By Emily Stearn, Health Reporter For Mailonline
15:32 08 Mar 2024, updated 15:38 08 Mar 2024
A cancer-stricken man given months to live has stunned doctors after his deadly brain tumour effectively vanished.
Ben Trotman, 41, from West Sussex, signed up for a world-first treatment trial after his shock glioblastoma diagnosis in October 2022.
Told he had likely had just nine months left, he and fiancée Emily brought forward their wedding to last January.
But Mr Trotman, an investment banker at JP Morgan, is now living a normal life, all because of the ‘lucky break’ therapy he received. Doctors claimed his remarkable recovery was ‘previously unheard of’.
Typical treatment plans for glioblastoma see patients have surgery before chemo and radiotherapy. This is still the same way it was treated in the early 2000s.
Dr Paul Mulholland, a brain cancer specialist based at University College Hospital, London and head of the new trial, told The Times, that the end result is ‘the same story every time’.
The disease — which strikes around 3,000 Brits and 12,000 Americans each year —usually returns before ultimately killing patients, Dr Mulholland said.
Under his trial, patients were supposed to get a course of immunotherapy before undergoing the usual course of treatments.
Immunotherapy revs up the body’s internal weaponry to hunt and destroy cancer cells.
The Times reported that the trial had to close with Mr Trotman as its only patient.
Yet Dr Mulholland said the results were so promising that a cure might finally be on the horizon.
He said: ‘I believe we have the tools to cure it.
‘We need to intervene early to give patients the best chance for longer-term survival.
‘It is important not just for brain cancer patients but for all the other left-behind cancers with poor survival, like pancreatic cancer.’
Average survival time for glioblastoma is between 12 and 18 months, according to the Brain Tumour Charity. Only 5 per cent of patients survive five years, it says.
The disease killed the Labour politician Dame Tessa Jowell in 2018.
Last March, The Wanted singer Tom Parker also died following an 18-month battle with stage four glioblastoma.
He said after his diagnosis that he was ‘shocked’ at the limited treatment options for GBM and ‘massive improvements’ were needed.
Diagnosed patients usually undergo surgery to remove as much of the tumour as possible.
This is followed by daily radiation and chemo drugs for around six weeks, after which the drugs are scaled back.
Radiation can be then used to destroy additional tumour cells and treat those who are not well enough for surgery.
But the cancer can double in size in just seven weeks.
For comparison, the fastest-growing lung cancers take 14 weeks to double.
Under the trial, funded by The Jon Moulton Charity Trust, Mr Trotman first underwent one course of immunotherapy before following standard treatments.
The unnamed drug used, which is not yet widely available, saw him suffer a severe headache.
Doctors said this was a good sign because it showed his immune system had ‘woken up’ and was attacking the tumour.
Dr Mulholland has now urged for the same approach to be taken in future trials.
It comes as Labour MP Dame Siobhan McDonagh last month introduced a bill to parliament calling on an increase in the number of brain tumour clinical trials.
The MP for Mitcham and Morden lost her sister Baroness Margaret McDonagh, a Labour peer, to a glioblastoma in June last year.
Under the bills recommendations include, compulsory training for NHS cancer doctors on brain tumours and at least 200 patients a year to join clinical trials.
Sarah Carter is a health and wellness expert residing in the UK. With a background in healthcare, she offers evidence-based advice on fitness, nutrition, and mental well-being, promoting healthier living for readers.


=== TASK GOAL ===
Output the records exactly, and drop each picture.

[Figure content listings]
•••
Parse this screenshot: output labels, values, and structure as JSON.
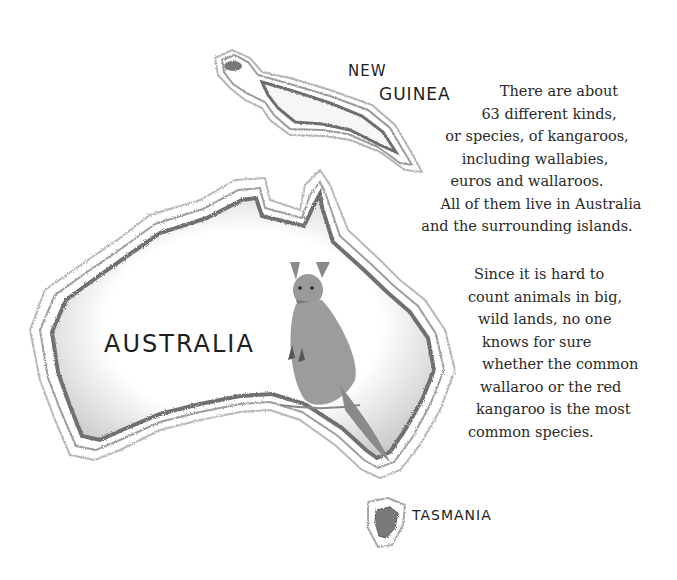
{
  "labels": {
    "new_guinea_line1": "NEW",
    "new_guinea_line2": "GUINEA",
    "australia": "AUSTRALIA",
    "tasmania": "TASMANIA"
  },
  "text": {
    "paragraph1": [
      "There are about",
      "63 different kinds,",
      "or species, of kangaroos,",
      "including wallabies,",
      "euros and wallaroos.",
      "All of them live in Australia",
      "and the surrounding islands."
    ],
    "paragraph2": [
      "Since it is hard to",
      "count animals in big,",
      "wild lands, no one",
      "knows for sure",
      "whether the common",
      "wallaroo or the red",
      "kangaroo is the most",
      "common species."
    ]
  },
  "colors": {
    "background": "#ffffff",
    "ink": "#2a2a2a",
    "shading": "#8a8a8a"
  },
  "icons": {
    "illustration": "kangaroo-illustration"
  }
}
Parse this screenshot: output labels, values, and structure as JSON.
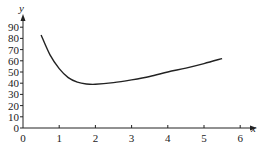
{
  "chart_data": {
    "type": "line",
    "title": "",
    "xlabel": "x",
    "ylabel": "y",
    "xlim": [
      0,
      6
    ],
    "ylim": [
      0,
      90
    ],
    "xticks": [
      0,
      1,
      2,
      3,
      4,
      5,
      6
    ],
    "yticks": [
      0,
      10,
      20,
      30,
      40,
      50,
      60,
      70,
      80,
      90
    ],
    "grid": false,
    "legend": null,
    "series": [
      {
        "name": "curve",
        "x": [
          0.5,
          0.75,
          1.0,
          1.25,
          1.5,
          1.75,
          2.0,
          2.5,
          3.0,
          3.5,
          4.0,
          4.5,
          5.0,
          5.5
        ],
        "y": [
          83,
          65,
          53,
          45,
          41,
          39.3,
          39,
          40.5,
          43,
          46,
          50,
          53.5,
          57.5,
          62
        ]
      }
    ]
  }
}
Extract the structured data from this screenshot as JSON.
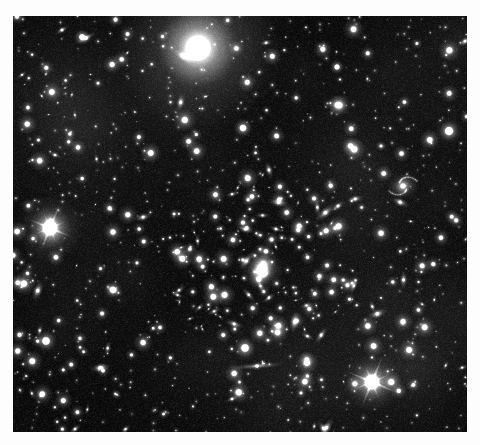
•••
=== TASK SOLUTION ===
Parse this screenshot: output labels, values, and structure as JSON.
{
  "labels": {
    "new_guinea_line1": "NEW",
    "new_guinea_line2": "GUINEA",
    "australia": "AUSTRALIA",
    "tasmania": "TASMANIA"
  },
  "text": {
    "paragraph1": [
      "There are about",
      "63 different kinds,",
      "or species, of kangaroos,",
      "including wallabies,",
      "euros and wallaroos.",
      "All of them live in Australia",
      "and the surrounding islands."
    ],
    "paragraph2": [
      "Since it is hard to",
      "count animals in big,",
      "wild lands, no one",
      "knows for sure",
      "whether the common",
      "wallaroo or the red",
      "kangaroo is the most",
      "common species."
    ]
  },
  "colors": {
    "background": "#ffffff",
    "ink": "#2a2a2a",
    "shading": "#8a8a8a"
  },
  "icons": {
    "illustration": "kangaroo-illustration"
  }
}
Parse this screenshot: output labels, values, and structure as JSON.
{
  "chart_data": {
    "type": "line",
    "title": "",
    "xlabel": "x",
    "ylabel": "y",
    "xlim": [
      0,
      6
    ],
    "ylim": [
      0,
      90
    ],
    "xticks": [
      0,
      1,
      2,
      3,
      4,
      5,
      6
    ],
    "yticks": [
      0,
      10,
      20,
      30,
      40,
      50,
      60,
      70,
      80,
      90
    ],
    "grid": false,
    "legend": null,
    "series": [
      {
        "name": "curve",
        "x": [
          0.5,
          0.75,
          1.0,
          1.25,
          1.5,
          1.75,
          2.0,
          2.5,
          3.0,
          3.5,
          4.0,
          4.5,
          5.0,
          5.5
        ],
        "y": [
          83,
          65,
          53,
          45,
          41,
          39.3,
          39,
          40.5,
          43,
          46,
          50,
          53.5,
          57.5,
          62
        ]
      }
    ]
  }
}
Extract the structured data from this screenshot as JSON.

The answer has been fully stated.